Charisma envy? ;)
Hi Adam I think you are comparing Apples and Non-Apples
Everyone I know has great respect for Redhat.
But Redhat has a Market Cap(Mil) of 4837.11 and is making good profits.
Canonical is a private company of 200 employees not making any profit atm.
Now Mark Shuttleworth, I believe, is covering all the bills out of his own pocket so its a bit rich to be comparing the two in such a way.
> Canonical uses a lot of work from other projects and companies (Debian, Red Hat, Novell and others)
Well I don't see that as wrong, after all the software is FOSS, you are allowed and encouraged to do this!
>but tends to market itself as if it were the be-all and end-all and all the work was coming out of its own offices.
Maybe this bit gets to your fundamental concern?
I have never seen Ubuntu marketing say anything of the sort myself maybe you have some links to back this claim up?
> iain34: "blasphemy"?! exaggerate much, or are you just _that_ passionate about Ubuntu forums? :)
Not sure about this I will have a look at iain34's post but the Ubuntu Forums are brilliant :)
>It is an icky area to deal with, when I worked for Mandriva we had lots of issues with it too, it took a lot of releases before we managed three or four in a row where there weren't any problems with upgrading when using the proprietary drivers.
Hmm interesting I actually paid for the boxed retail set of a Mandriva distro thinking I could move over to Linux - It was a while ago :)
Mandriva at that time was nasty and unfinished.
I actually binned it.
I don't really see what you have got against Mark & Ubuntu except envy tbh.
I know it must be annoying when people new to GNU/Linux refer to the whole thing as "Ubuntu" but I don't think thats anything to get the hump about - they are new to the whole FOSS thing and will get it eventually.
I also think you miss the large contribution that Ubuntu does make.
1. http://ubuntuforums.org/ is probably the best advertisement for Linux and the values behind Linux that you could get.
It not only provides the best support on the web but it is polite and encourages community building and outreach.
2. It has poured money in to desktop Linux and produced a fine polished product that users love.
3. Its great at marketing and generating excitement for each new release.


• [WORK REQUEST] Omit the images and reproduce the rest of the entries exactly.
-*-
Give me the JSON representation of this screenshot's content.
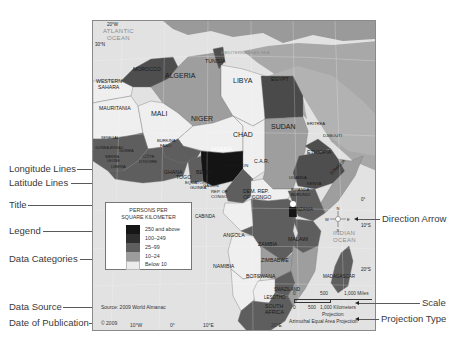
{
  "callouts": {
    "left": [
      {
        "label": "Longitude Lines",
        "y": 168
      },
      {
        "label": "Latitude Lines",
        "y": 182
      },
      {
        "label": "Title",
        "y": 204
      },
      {
        "label": "Legend",
        "y": 230
      },
      {
        "label": "Data Categories",
        "y": 258
      },
      {
        "label": "Data Source",
        "y": 306
      },
      {
        "label": "Date of Publication",
        "y": 322
      }
    ],
    "right": [
      {
        "label": "Direction Arrow",
        "y": 219
      },
      {
        "label": "Scale",
        "y": 303
      },
      {
        "label": "Projection Type",
        "y": 319
      }
    ]
  },
  "map": {
    "oceans": {
      "atlantic_1": "ATLANTIC",
      "atlantic_2": "OCEAN",
      "mediterranean": "MEDITERRANEAN SEA",
      "indian_1": "INDIAN",
      "indian_2": "OCEAN"
    },
    "graticule": {
      "lon_20w": "20°W",
      "lat_30n": "30°N",
      "lat_0": "0°",
      "lat_10s": "10°S",
      "lat_20s": "20°S",
      "lon_10w": "10°W",
      "lon_0": "0°",
      "lon_10e": "10°E",
      "lon_20e": "20°E"
    },
    "countries": {
      "morocco": "MOROCCO",
      "tunisia": "TUNISIA",
      "algeria": "ALGERIA",
      "libya": "LIBYA",
      "egypt": "EGYPT",
      "western_sahara_1": "WESTERN",
      "western_sahara_2": "SAHARA",
      "mauritania": "MAURITANIA",
      "mali": "MALI",
      "niger": "NIGER",
      "chad": "CHAD",
      "sudan": "SUDAN",
      "eritrea": "ERITREA",
      "djibouti": "DJIBOUTI",
      "ethiopia": "ETHIOPIA",
      "somalia": "SOMALIA",
      "nigeria": "NIGERIA",
      "ghana": "GHANA",
      "togo": "TOGO",
      "benin": "BENIN",
      "cameroon": "CAMEROON",
      "car": "C.A.R.",
      "eq_guinea_1": "EQUATORIAL",
      "eq_guinea_2": "GUINEA",
      "gabon": "GABON",
      "rep_congo_1": "REP. OF",
      "rep_congo_2": "CONGO",
      "drc_1": "DEM. REP.",
      "drc_2": "OF CONGO",
      "uganda": "UGANDA",
      "kenya": "KENYA",
      "rwanda": "RWANDA",
      "burundi": "BURUNDI",
      "tanzania": "TANZANIA",
      "cabinda": "CABINDA",
      "angola": "ANGOLA",
      "zambia": "ZAMBIA",
      "malawi": "MALAWI",
      "zimbabwe": "ZIMBABWE",
      "namibia": "NAMIBIA",
      "botswana": "BOTSWANA",
      "madagascar": "MADAGASCAR",
      "swaziland": "SWAZILAND",
      "lesotho": "LESOTHO",
      "south_africa_1": "SOUTH",
      "south_africa_2": "AFRICA",
      "cote_divoire_1": "CÔTE",
      "cote_divoire_2": "D'IVOIRE",
      "burkina_1": "BURKINA",
      "burkina_2": "FASO",
      "guinea": "GUINEA",
      "sierra_leone_1": "SIERRA",
      "sierra_leone_2": "LEONE",
      "liberia": "LIBERIA",
      "senegal": "SENEGAL",
      "guinea_bissau": "GUINEA-BISSAU"
    },
    "compass": {
      "n": "N",
      "s": "S",
      "e": "E",
      "w": "W"
    }
  },
  "legend": {
    "title_1": "PERSONS PER",
    "title_2": "SQUARE KILOMETER",
    "categories": [
      {
        "label": "250 and above",
        "color": "#161616"
      },
      {
        "label": "100–249",
        "color": "#2e2e2e"
      },
      {
        "label": "25–99",
        "color": "#5e5e5e"
      },
      {
        "label": "10–24",
        "color": "#9c9c9c"
      },
      {
        "label": "Below 10",
        "color": "#ececec"
      }
    ]
  },
  "footer": {
    "source": "Source: 2009 World Almanac",
    "copyright": "© 2009"
  },
  "scale": {
    "miles_0": "0",
    "miles_500": "500",
    "miles_1000": "1,000 Miles",
    "km_0": "0",
    "km_500": "500",
    "km_1000": "1,000 Kilometers",
    "projection_label": "Projection:",
    "projection_name": "Azimuthal Equal Area Projection"
  }
}
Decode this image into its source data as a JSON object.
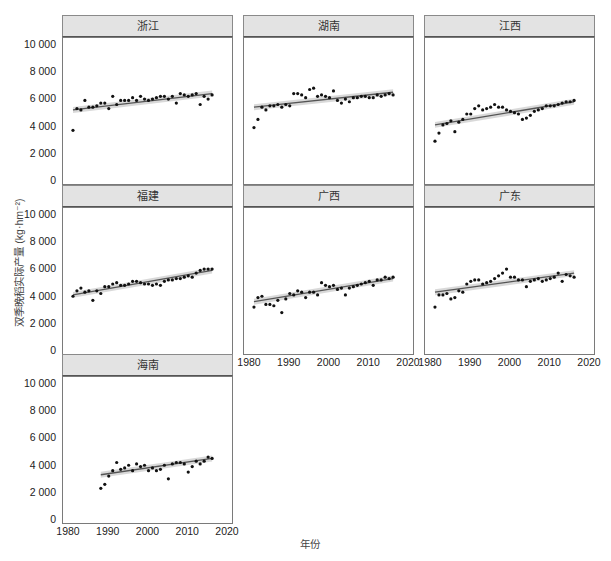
-*-
• [TASK OUTPUT]
Give me the JSON representation of this screenshot's content.
{
  "callouts": {
    "left": [
      {
        "label": "Longitude Lines",
        "y": 168
      },
      {
        "label": "Latitude Lines",
        "y": 182
      },
      {
        "label": "Title",
        "y": 204
      },
      {
        "label": "Legend",
        "y": 230
      },
      {
        "label": "Data Categories",
        "y": 258
      },
      {
        "label": "Data Source",
        "y": 306
      },
      {
        "label": "Date of Publication",
        "y": 322
      }
    ],
    "right": [
      {
        "label": "Direction Arrow",
        "y": 219
      },
      {
        "label": "Scale",
        "y": 303
      },
      {
        "label": "Projection Type",
        "y": 319
      }
    ]
  },
  "map": {
    "oceans": {
      "atlantic_1": "ATLANTIC",
      "atlantic_2": "OCEAN",
      "mediterranean": "MEDITERRANEAN SEA",
      "indian_1": "INDIAN",
      "indian_2": "OCEAN"
    },
    "graticule": {
      "lon_20w": "20°W",
      "lat_30n": "30°N",
      "lat_0": "0°",
      "lat_10s": "10°S",
      "lat_20s": "20°S",
      "lon_10w": "10°W",
      "lon_0": "0°",
      "lon_10e": "10°E",
      "lon_20e": "20°E"
    },
    "countries": {
      "morocco": "MOROCCO",
      "tunisia": "TUNISIA",
      "algeria": "ALGERIA",
      "libya": "LIBYA",
      "egypt": "EGYPT",
      "western_sahara_1": "WESTERN",
      "western_sahara_2": "SAHARA",
      "mauritania": "MAURITANIA",
      "mali": "MALI",
      "niger": "NIGER",
      "chad": "CHAD",
      "sudan": "SUDAN",
      "eritrea": "ERITREA",
      "djibouti": "DJIBOUTI",
      "ethiopia": "ETHIOPIA",
      "somalia": "SOMALIA",
      "nigeria": "NIGERIA",
      "ghana": "GHANA",
      "togo": "TOGO",
      "benin": "BENIN",
      "cameroon": "CAMEROON",
      "car": "C.A.R.",
      "eq_guinea_1": "EQUATORIAL",
      "eq_guinea_2": "GUINEA",
      "gabon": "GABON",
      "rep_congo_1": "REP. OF",
      "rep_congo_2": "CONGO",
      "drc_1": "DEM. REP.",
      "drc_2": "OF CONGO",
      "uganda": "UGANDA",
      "kenya": "KENYA",
      "rwanda": "RWANDA",
      "burundi": "BURUNDI",
      "tanzania": "TANZANIA",
      "cabinda": "CABINDA",
      "angola": "ANGOLA",
      "zambia": "ZAMBIA",
      "malawi": "MALAWI",
      "zimbabwe": "ZIMBABWE",
      "namibia": "NAMIBIA",
      "botswana": "BOTSWANA",
      "madagascar": "MADAGASCAR",
      "swaziland": "SWAZILAND",
      "lesotho": "LESOTHO",
      "south_africa_1": "SOUTH",
      "south_africa_2": "AFRICA",
      "cote_divoire_1": "CÔTE",
      "cote_divoire_2": "D'IVOIRE",
      "burkina_1": "BURKINA",
      "burkina_2": "FASO",
      "guinea": "GUINEA",
      "sierra_leone_1": "SIERRA",
      "sierra_leone_2": "LEONE",
      "liberia": "LIBERIA",
      "senegal": "SENEGAL",
      "guinea_bissau": "GUINEA-BISSAU"
    },
    "compass": {
      "n": "N",
      "s": "S",
      "e": "E",
      "w": "W"
    }
  },
  "legend": {
    "title_1": "PERSONS PER",
    "title_2": "SQUARE KILOMETER",
    "categories": [
      {
        "label": "250 and above",
        "color": "#161616"
      },
      {
        "label": "100–249",
        "color": "#2e2e2e"
      },
      {
        "label": "25–99",
        "color": "#5e5e5e"
      },
      {
        "label": "10–24",
        "color": "#9c9c9c"
      },
      {
        "label": "Below 10",
        "color": "#ececec"
      }
    ]
  },
  "footer": {
    "source": "Source: 2009 World Almanac",
    "copyright": "© 2009"
  },
  "scale": {
    "miles_0": "0",
    "miles_500": "500",
    "miles_1000": "1,000 Miles",
    "km_0": "0",
    "km_500": "500",
    "km_1000": "1,000 Kilometers",
    "projection_label": "Projection:",
    "projection_name": "Azimuthal Equal Area Projection"
  }
}
Decode this image into its source data as a JSON object.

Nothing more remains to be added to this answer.